The first four months of 1915 witnessed a titanic struggle on the Eastern Front, in East Prussia, the Carpathians, Bukovina, and at Przemysl. Both sides suffered staggering casualties that surpass those of the Somme or Verdun the following year. Ironically, the Austro-Hungarians lost far more men trying to save Przemysl than there were in the fortress.
By the late 19th century the US stretched from the Atlantic to the Pacific to the Arctic. From the 1890s though, a new wave of American expansion began that resulted in a vast overseas empire including the Philippines, Cuba, Haiti, Panama, Nicaragua, and more.
By the spring of 1915, the Western Front had bogged down into trench warfare. Allied offensives tried to break the deadlock in spring and fall 1915. The fall offensives were among the bloodiest of the war. After unprecedented bloodletting and use of munitions, the Western Front was still locked in a stalemate at the end of 1915.
On March 3, 1918 the Central Powers (Germany, Austria-Hungary, Bulgaria, and the Ottoman Empire) and Bolshevik Russia signed the Treaty of Brest-Litovsk, ending the First World War on the Eastern Front. The terms were harsher than those the Germans offered in December, and much harsher than the later Treaty of Versailles. The Treaty of Brest-Litovsk was only in force until November 1918, when the Central Powers’ defeat nullified it. But it had a major impact inside and outside Russia.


= Problem =
If a line in the entries below contains the word "legend", it counts; report how many such lines there are, and only that number.

= Record extracts =
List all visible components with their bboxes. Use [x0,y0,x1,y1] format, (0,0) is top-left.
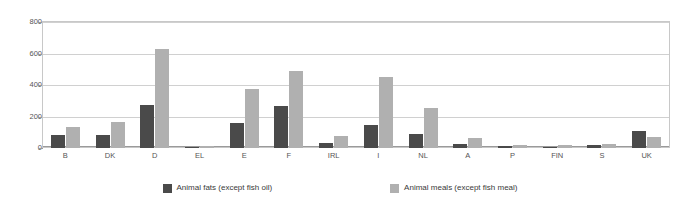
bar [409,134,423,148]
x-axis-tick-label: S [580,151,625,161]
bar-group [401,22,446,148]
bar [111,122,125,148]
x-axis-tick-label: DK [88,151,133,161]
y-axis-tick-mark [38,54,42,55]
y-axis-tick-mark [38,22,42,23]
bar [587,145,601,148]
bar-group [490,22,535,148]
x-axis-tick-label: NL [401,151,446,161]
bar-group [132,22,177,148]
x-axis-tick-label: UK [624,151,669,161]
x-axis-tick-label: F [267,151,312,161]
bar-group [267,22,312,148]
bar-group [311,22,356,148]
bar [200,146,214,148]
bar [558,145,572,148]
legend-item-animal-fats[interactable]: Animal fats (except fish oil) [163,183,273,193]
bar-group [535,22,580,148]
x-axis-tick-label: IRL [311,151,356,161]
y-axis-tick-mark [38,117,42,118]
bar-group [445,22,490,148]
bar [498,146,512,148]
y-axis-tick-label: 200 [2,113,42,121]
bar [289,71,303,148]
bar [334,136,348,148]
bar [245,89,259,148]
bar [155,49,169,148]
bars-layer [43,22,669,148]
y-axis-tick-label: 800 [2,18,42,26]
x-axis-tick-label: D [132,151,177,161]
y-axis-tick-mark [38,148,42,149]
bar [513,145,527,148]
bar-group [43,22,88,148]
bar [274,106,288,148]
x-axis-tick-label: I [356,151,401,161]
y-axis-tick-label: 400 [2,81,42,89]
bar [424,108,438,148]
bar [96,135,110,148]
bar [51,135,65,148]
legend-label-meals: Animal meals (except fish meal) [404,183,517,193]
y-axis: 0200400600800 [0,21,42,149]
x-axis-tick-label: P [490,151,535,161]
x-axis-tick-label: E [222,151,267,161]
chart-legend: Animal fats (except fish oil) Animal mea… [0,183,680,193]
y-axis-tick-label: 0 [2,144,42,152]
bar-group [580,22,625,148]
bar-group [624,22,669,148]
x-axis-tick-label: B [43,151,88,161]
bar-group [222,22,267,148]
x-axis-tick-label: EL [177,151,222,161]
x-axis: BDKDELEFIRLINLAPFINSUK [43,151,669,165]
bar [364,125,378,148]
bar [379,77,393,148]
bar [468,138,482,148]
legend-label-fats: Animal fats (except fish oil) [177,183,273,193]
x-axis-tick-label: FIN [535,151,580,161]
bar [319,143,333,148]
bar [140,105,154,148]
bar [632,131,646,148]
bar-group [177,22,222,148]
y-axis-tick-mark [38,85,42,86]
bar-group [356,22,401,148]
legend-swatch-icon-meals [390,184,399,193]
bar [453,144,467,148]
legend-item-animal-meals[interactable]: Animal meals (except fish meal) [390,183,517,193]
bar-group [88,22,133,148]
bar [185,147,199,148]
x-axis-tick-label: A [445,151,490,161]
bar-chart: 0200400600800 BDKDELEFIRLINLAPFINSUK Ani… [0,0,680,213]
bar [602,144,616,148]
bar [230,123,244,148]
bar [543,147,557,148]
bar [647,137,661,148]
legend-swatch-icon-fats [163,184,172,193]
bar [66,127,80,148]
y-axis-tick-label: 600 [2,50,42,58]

= Output below =
7